SYNACKTIV{pr0t0typ3_p0llut10n_n0d3js_rc3}

# Alternative: use constructor pollution
$ curl -X POST http://10.10.110.x/api/settings \
  -H "Content-Type: application/json" \
  -H "Authorization: Bearer $USER_TOKEN" \
  -d '{"constructor":{"prototype":{"shell":"node","execArgv":["--eval","..."]}}}'
v2 Flag 3 — Prototype Pollution RCE
SYNACKTIV{pr0t0typ3_p0llut10n_n0d3js_rc3}

Summary

Version#VulnerabilityTechnique
v11Path TraversalDouble URL encoding bypasses ../ filter
v12SSTI RCEJinja2 template injection → os.popen
v13PHP DeserializationLogger gadget chain → __destruct → webshell
v21GraphQL AbuseIntrospection → hidden mutation → self-promote admin
v22XXESVG upload with external entity → file read
v23Prototype Pollution__proto__ merge → execArgv injection → RCE

Vulnerability Report

4
Critical
2
High
6
Total Flags
F-001 — Server-Side Template Injection (Jinja2) → RCE
9.8
Critical
CVSS:3.1/AV:N/AC:L/PR:L/UI:N/S:U/C:H/I:H/A:H

Description

User-controlled data was passed directly as the template source string to Jinja2's render_template_string(), enabling arbitrary Python code execution via template expression syntax.

Remediation

Never render user data as template source.
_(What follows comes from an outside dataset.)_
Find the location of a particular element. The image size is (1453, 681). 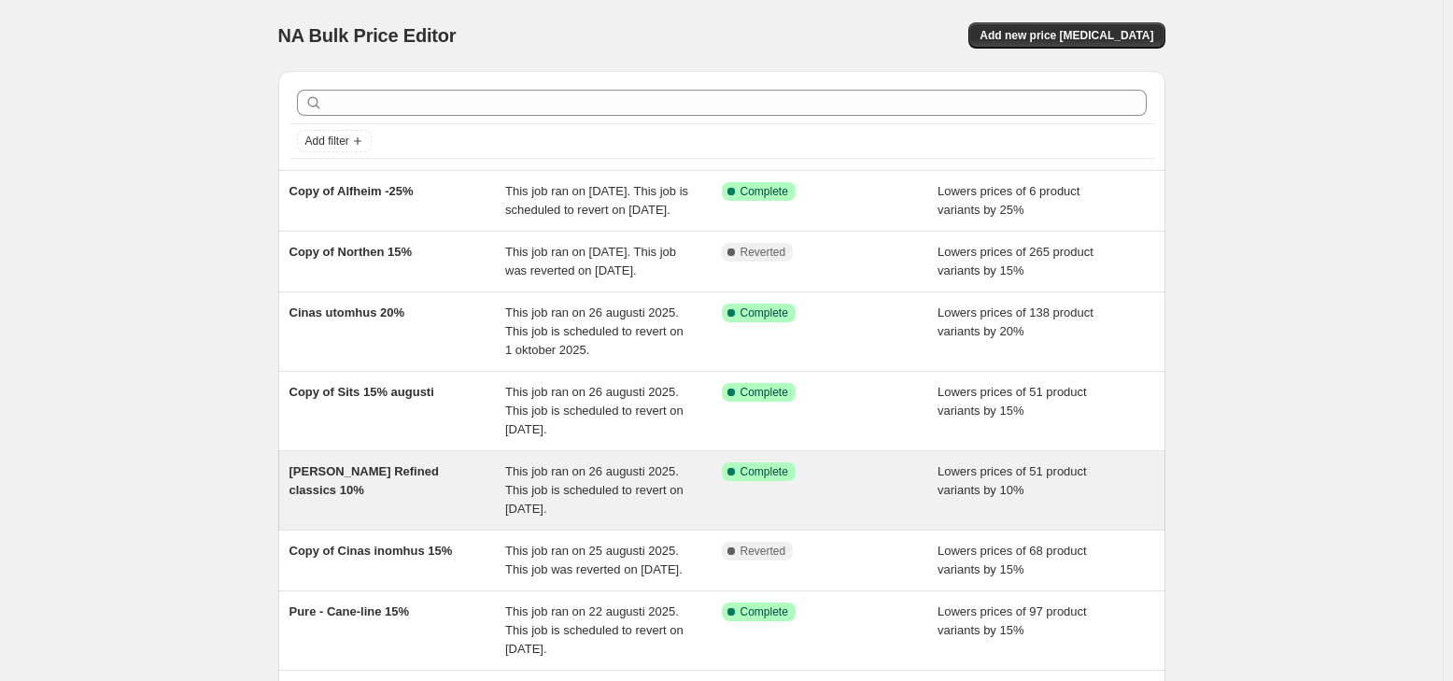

Pass user input as template variables only. Use SandboxedEnvironment if dynamic templates are required. Consider Markdown-to-HTML rendering as a safer alternative for user-generated content.
F-002 — Node.js Prototype Pollution → Remote Code Execution
9.8
Critical
CVSS:3.1/AV:N/AC:L/PR:L/UI:N/S:U/C:H/I:H/A:H

Description

A recursive JSON merge function allowed attackers to set properties on Object.prototype via __proto__ keys. The polluted prototype was inherited by a child_process.spawn call, enabling injection of execArgv for Node.js code execution.

Remediation

Use Object.create(null) for merge targets to strip prototype inheritance. Sanitize keys: block __proto__, constructor, and prototype before recursive merge. Use JSON.parse(JSON.stringify(input)) to strip prototype chain. Consider using lodash.merge v4.17.21+ which is patched against this attack.